Portugal won't seek a Greek-style debt restructuring deal, but will stay alert to opportunities to discuss better terms for the country where the principle of equal treatment applies, the country's top officials have said Tuesday, Dow Jones reported. "We don't want to be treated like Greece and have a solution identical to Greece's because we don't have a situation identical to the Greek's," Portugal Prime Minister Pedro Passos Coelho was quoted as saying by state-agency Lusa in a trip to Cape Verde.
Read more
A week after settling on a debt-relief plan for Greece, euro-zone finance ministers met again Monday to discuss two other bailouts in the works, one for Cyprus and another for Spanish banks, and review progress on a key piece of the Greek plan, a debt buyback the Greek government launched Monday morning, The Wall Street Journal reported.

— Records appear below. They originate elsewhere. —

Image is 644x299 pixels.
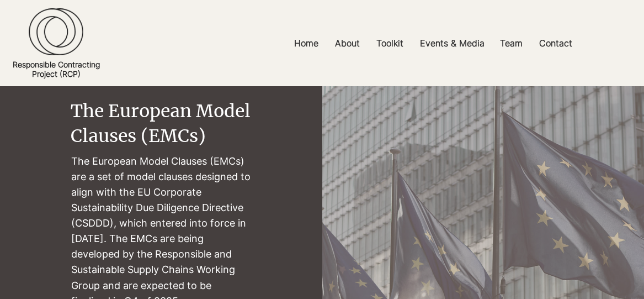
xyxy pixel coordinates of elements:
a: About [327,31,368,56]
p: Team [494,31,528,56]
p: Home [288,31,324,56]
a: Toolkit [368,31,412,56]
span: The European Model Clauses (EMCs) [71,100,251,147]
a: Events & Media [412,31,492,56]
a: Contact [531,31,580,56]
a: Home [286,31,327,56]
p: About [329,31,365,56]
p: Events & Media [414,31,490,56]
a: Responsible ContractingProject (RCP) [13,60,100,78]
p: Toolkit [371,31,409,56]
nav: Site [222,31,644,56]
p: Contact [533,31,578,56]
a: Team [492,31,531,56]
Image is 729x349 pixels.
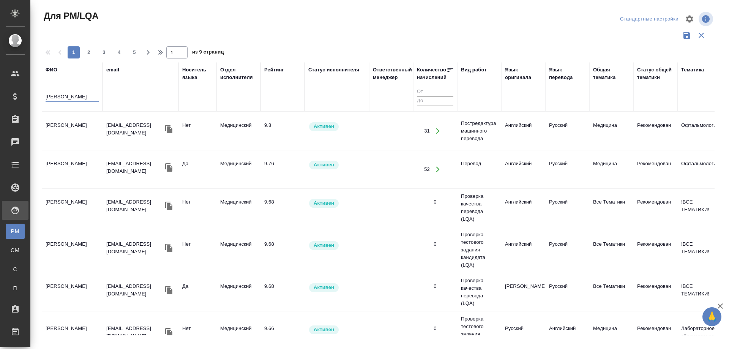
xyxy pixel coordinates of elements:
td: [PERSON_NAME] [42,279,103,305]
div: Общая тематика [593,66,630,81]
div: 31 [424,127,430,135]
button: Скопировать [163,242,175,254]
p: Активен [314,161,334,169]
div: 0 [434,325,437,332]
span: 🙏 [706,309,719,325]
div: Отдел исполнителя [220,66,257,81]
a: С [6,262,25,277]
td: [PERSON_NAME] [42,237,103,263]
td: Английский [546,321,590,348]
a: П [6,281,25,296]
td: Да [179,279,217,305]
p: [EMAIL_ADDRESS][DOMAIN_NAME] [106,283,163,298]
td: Русский [546,279,590,305]
td: Русский [546,156,590,183]
div: 0 [434,240,437,248]
span: PM [9,228,21,235]
input: До [417,96,454,106]
span: из 9 страниц [192,47,224,59]
td: Рекомендован [634,237,678,263]
div: Рядовой исполнитель: назначай с учетом рейтинга [308,160,365,170]
div: перевод идеальный/почти идеальный. Ни редактор, ни корректор не нужен [264,283,301,290]
td: [PERSON_NAME] [42,195,103,221]
div: Вид работ [461,66,487,74]
td: Все Тематики [590,237,634,263]
p: Активен [314,123,334,130]
td: Нет [179,195,217,221]
p: [EMAIL_ADDRESS][DOMAIN_NAME] [106,240,163,256]
td: Офтальмология [678,156,722,183]
td: [PERSON_NAME] [501,279,546,305]
div: 0 [434,198,437,206]
span: 5 [128,49,141,56]
td: Английский [501,118,546,144]
td: Нет [179,118,217,144]
p: [EMAIL_ADDRESS][DOMAIN_NAME] [106,198,163,214]
td: Медицинский [217,237,261,263]
td: Рекомендован [634,279,678,305]
div: 0 [434,283,437,290]
div: перевод идеальный/почти идеальный. Ни редактор, ни корректор не нужен [264,122,301,129]
div: Рядовой исполнитель: назначай с учетом рейтинга [308,283,365,293]
td: Рекомендован [634,156,678,183]
button: Скопировать [163,327,175,338]
div: перевод идеальный/почти идеальный. Ни редактор, ни корректор не нужен [264,325,301,332]
button: Открыть работы [430,123,446,139]
td: Постредактура машинного перевода [457,116,501,146]
div: Статус общей тематики [637,66,674,81]
td: Офтальмология [678,118,722,144]
div: Язык оригинала [505,66,542,81]
td: Проверка качества перевода (LQA) [457,273,501,311]
button: 3 [98,46,110,59]
span: 2 [83,49,95,56]
div: Рядовой исполнитель: назначай с учетом рейтинга [308,325,365,335]
td: Медицинский [217,279,261,305]
td: Медицина [590,118,634,144]
td: Английский [501,156,546,183]
div: Тематика [682,66,704,74]
div: Язык перевода [549,66,586,81]
span: CM [9,247,21,254]
p: [EMAIL_ADDRESS][DOMAIN_NAME] [106,122,163,137]
p: [EMAIL_ADDRESS][DOMAIN_NAME] [106,160,163,175]
button: 5 [128,46,141,59]
td: Нет [179,321,217,348]
div: email [106,66,119,74]
span: П [9,285,21,292]
td: Английский [501,237,546,263]
td: Рекомендован [634,118,678,144]
div: ФИО [46,66,57,74]
button: Открыть работы [430,162,446,177]
button: Скопировать [163,162,175,173]
div: перевод идеальный/почти идеальный. Ни редактор, ни корректор не нужен [264,198,301,206]
td: Русский [546,118,590,144]
td: Лабораторное оборудование [678,321,722,348]
td: Медицина [590,156,634,183]
p: Активен [314,284,334,291]
div: Рядовой исполнитель: назначай с учетом рейтинга [308,240,365,251]
td: Проверка тестового задания кандидата (LQA) [457,227,501,273]
input: От [417,87,454,97]
span: 3 [98,49,110,56]
span: С [9,266,21,273]
td: !ВСЕ ТЕМАТИКИ! [678,237,722,263]
td: Нет [179,237,217,263]
p: Активен [314,199,334,207]
td: [PERSON_NAME] [42,156,103,183]
td: Проверка качества перевода (LQA) [457,189,501,227]
button: Сбросить фильтры [694,28,709,43]
td: !ВСЕ ТЕМАТИКИ! [678,279,722,305]
button: Скопировать [163,285,175,296]
div: 52 [424,166,430,173]
div: Рейтинг [264,66,284,74]
td: Русский [501,321,546,348]
div: Носитель языка [182,66,213,81]
td: Рекомендован [634,321,678,348]
button: Сохранить фильтры [680,28,694,43]
td: Медицинский [217,195,261,221]
span: 4 [113,49,125,56]
td: !ВСЕ ТЕМАТИКИ! [678,195,722,221]
td: Медицинский [217,118,261,144]
button: 4 [113,46,125,59]
p: Активен [314,242,334,249]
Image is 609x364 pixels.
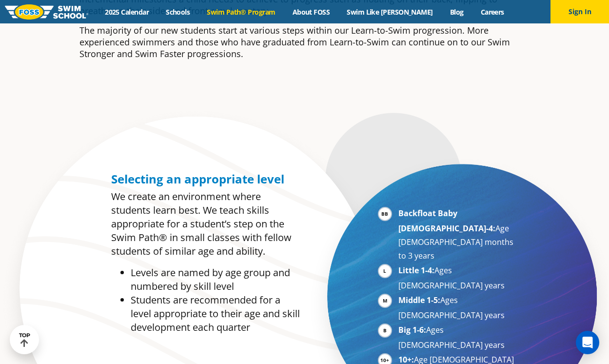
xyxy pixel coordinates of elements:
[80,24,530,60] p: The majority of our new students start at various steps within our Learn-to-Swim progression. Mor...
[5,4,88,20] img: FOSS Swim School Logo
[131,293,300,334] li: Students are recommended for a level appropriate to their age and skill development each quarter
[131,266,300,293] li: Levels are named by age group and numbered by skill level
[19,332,30,347] div: TOP
[399,265,435,276] strong: Little 1-4:
[442,7,472,17] a: Blog
[199,7,284,17] a: Swim Path® Program
[284,7,339,17] a: About FOSS
[399,208,496,234] strong: Backfloat Baby [DEMOGRAPHIC_DATA]-4:
[339,7,442,17] a: Swim Like [PERSON_NAME]
[158,7,199,17] a: Schools
[399,206,518,263] li: Age [DEMOGRAPHIC_DATA] months to 3 years
[399,263,518,292] li: Ages [DEMOGRAPHIC_DATA] years
[399,295,441,305] strong: Middle 1-5:
[111,171,284,187] span: Selecting an appropriate level
[399,323,518,352] li: Ages [DEMOGRAPHIC_DATA] years
[97,7,158,17] a: 2025 Calendar
[576,331,600,354] div: Open Intercom Messenger
[472,7,513,17] a: Careers
[399,293,518,322] li: Ages [DEMOGRAPHIC_DATA] years
[111,190,300,258] p: We create an environment where students learn best. We teach skills appropriate for a student’s s...
[399,324,426,335] strong: Big 1-6:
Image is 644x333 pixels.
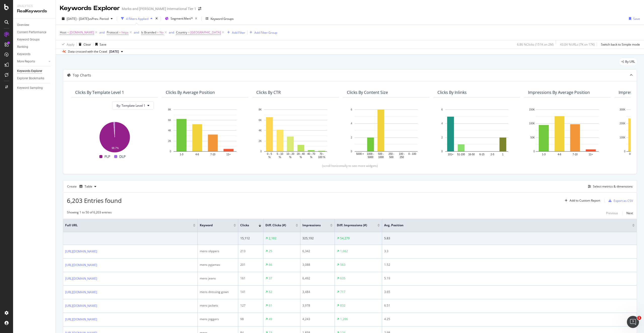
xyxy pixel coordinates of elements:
[268,290,272,294] div: 62
[84,43,91,47] div: Clear
[384,317,635,322] div: 4.25
[356,152,364,156] text: 5000 +
[75,90,124,95] div: Clicks By Template Level 1
[232,31,245,35] div: Add Filter
[241,303,261,308] div: 127
[166,90,215,95] div: Clicks By Average Position
[286,152,294,156] text: 10 - 20
[300,156,302,159] text: %
[625,60,635,63] span: By URL
[17,85,52,90] a: Keyword Sampling
[84,185,92,188] div: Table
[302,223,322,227] span: Impressions
[384,236,635,241] div: 5.83
[337,223,370,227] span: Diff. Impressions (#)
[171,17,193,21] span: Segment: Men/*
[340,290,346,294] div: 717
[17,45,52,50] a: Ranking
[166,107,245,160] svg: A chart.
[308,152,316,156] text: 40 - 70
[60,30,66,35] span: Host
[17,23,29,28] div: Overview
[17,59,35,64] div: More Reports
[620,122,626,125] text: 200K
[17,68,43,74] div: Keywords Explorer
[259,119,262,122] text: 6K
[384,223,625,227] span: Avg. Position
[261,150,262,153] text: 0
[60,41,74,49] button: Apply
[351,150,352,153] text: 0
[441,136,443,139] text: 2
[119,15,154,23] button: 4 Filters Applied
[17,37,39,43] div: Keyword Groups
[93,41,106,49] button: Save
[17,8,52,14] div: RealKeywords
[195,153,199,156] text: 4-6
[606,211,618,215] div: Previous
[289,156,292,159] text: %
[384,303,635,308] div: 6.51
[68,49,107,54] div: Data crossed with the Crawl
[67,196,122,205] span: 6,203 Entries found
[340,317,348,322] div: 1,206
[517,43,554,47] div: 6.86 % Clicks ( 151K on 2M )
[310,156,312,159] text: %
[168,140,171,142] text: 2K
[601,43,640,47] div: Switch back to Simple mode
[200,223,226,227] span: Keyword
[437,107,516,160] div: A chart.
[399,152,405,156] text: 100 -
[17,23,52,28] a: Overview
[340,276,346,280] div: 635
[17,30,52,35] a: Content Performance
[340,249,348,253] div: 1,662
[570,199,600,202] div: Add to Custom Report
[448,153,454,156] text: 101+
[163,15,199,23] button: Segment:Men/*
[255,31,277,35] div: Add Filter Group
[119,154,126,160] span: DLP
[384,290,635,294] div: 3.65
[134,30,139,35] button: and
[191,29,221,36] span: [GEOGRAPHIC_DATA]
[558,153,562,156] text: 4-6
[490,153,494,156] text: 2-5
[368,156,374,159] text: 5000
[17,45,28,50] div: Ranking
[302,317,333,322] div: 4,243
[627,210,633,216] button: Next
[109,49,119,54] span: 2025 Sep. 13th
[528,107,607,160] div: A chart.
[188,30,189,35] span: =
[60,4,120,13] div: Keywords Explorer
[75,119,154,154] svg: A chart.
[347,107,425,160] div: A chart.
[65,223,185,227] span: Full URL
[302,290,333,294] div: 3,484
[154,16,159,21] div: times
[259,108,262,111] text: 8K
[17,59,47,64] a: More Reports
[67,210,112,216] div: Showing 1 to 50 of 6,203 entries
[457,153,465,156] text: 51-100
[66,17,89,21] span: [DATE] - [DATE]
[200,290,236,294] div: mens dressing gown
[203,15,236,23] button: Keyword Groups
[241,317,261,322] div: 98
[297,152,305,156] text: 20 - 40
[629,152,635,156] text: 0 - 5
[198,7,201,11] div: arrow-right-arrow-left
[502,153,504,156] text: 1
[384,276,635,280] div: 5.19
[340,263,346,267] div: 563
[279,156,281,159] text: %
[619,58,637,65] div: legacy label
[614,199,633,203] div: Export as CSV
[389,156,393,159] text: 500
[107,49,125,55] button: [DATE]
[606,210,618,216] button: Previous
[241,276,261,280] div: 161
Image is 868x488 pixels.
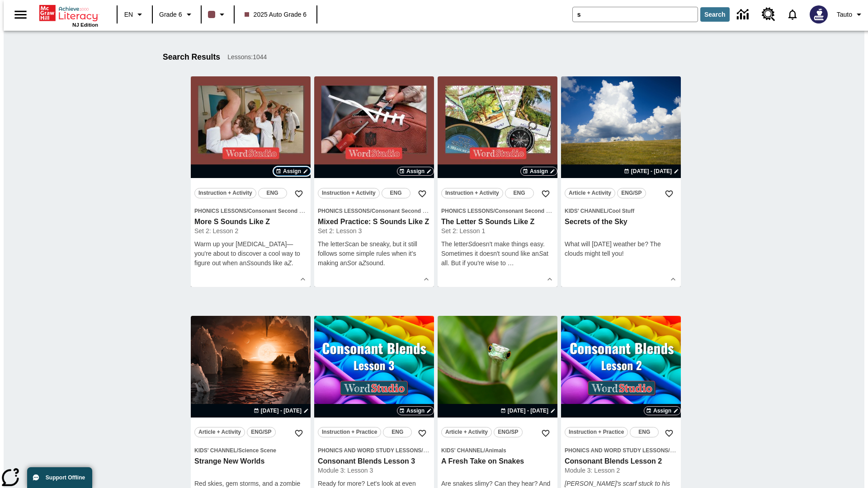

The buyback is the most important part of last week's plan for cutting Greece's debt.
Read more

Greece Offers to Buy Back Debt

Greece's debt agency launched a multibillion-euro offer to retire roughly half the debt the country owes to private creditors, part of the latest effort to trim a towering debt burden, The Wall Street Journal reported. Bond markets reacted positively after Greece signaled it would pay a slight premium to buy back that debt, but the higher price and the limited size of the offer raise questions about whether the country will be able to cut its debt as much as its European and international creditors hope.
Read more

EU Banking Reform Frustrates London

Much to the chagrin of the eurozone, Britain’s top industry prospers from serving a currency union the UK will not join. One senior EU official said “keeping an amicable distance is not an option”; financial services is the sector most entwined with the single currency and its nascent banking union, the Financial Times reported. The City’s golden ticket is the EU single market, a grand and unfinished scheme to eliminate barriers to the flow of capital, people and goods. During the 1980s and 1990s, the Square Mile blossomed as majority rule in the EU prised open continental markets.
Read more

Irish Government to Set Tough Budget

Ireland's government must detail Wednesday tough spending cuts and tax increases in its budget for 2013 which could strain the public's grudging acceptance of the austerity imposed by an international bailout, as the country continues to wrestle with its worst-ever debt crisis, The Wall Street Journal reported. Since the property market collapsed in 2008 bringing down the country's banking sector, Ireland has brought in €25 billion ($32 billion) in austerity measures, and each successive budget forces increasingly painful choices.
Read more
The U.K. tax authority needs to aggressively pursue multinational firms that avoid paying corporation tax and prosecute offending companies, a parliamentary committee said Monday, The Wall Street Journal reported. In a report on corporate tax avoidance, the Public Accounts Committee said Her Majesty's Revenue and Customs, or HMRC, lacked determination to stop large international companies avoiding tax and was also too lenient.
Read more
Some of the loudest objections to EU banking union plans have come from Germany, and particularly from its savings banks, or Sparkassen, which believe they are central to the country’s tradition of strong regional industries, the Financial Times reported. They say home regulators better understand their characteristics and way of doing business.
Read more
The Spanish government said it won't make extra payments expected by more than five million retirees to adjust for this year's inflation, one of the toughest austerity steps yet in its struggle to slash a gaping budget deficit, The Wall Street Journal reported. The measure announced Friday means the government will withhold an estimated €3.86 billion ($5 billion) from older Spaniards, sending ripple effects throughout society. With more than one-quarter of the workforce unemployed, families rely increasingly on the retirement income of their elders to buttress household finances.
Read more
Greece will unveil details of a bond buy-back crucial to efforts by foreign lenders to trim the country's ballooning debt, hoping the terms will draw enough investors and unblock vital aid, Reuters reported. Since plans for the buy-back were announced on Tuesday, questions have swirled about whether it will tempt enough bondholders to cut Greek debt by a net 20 billion euros (16.2 billion pounds).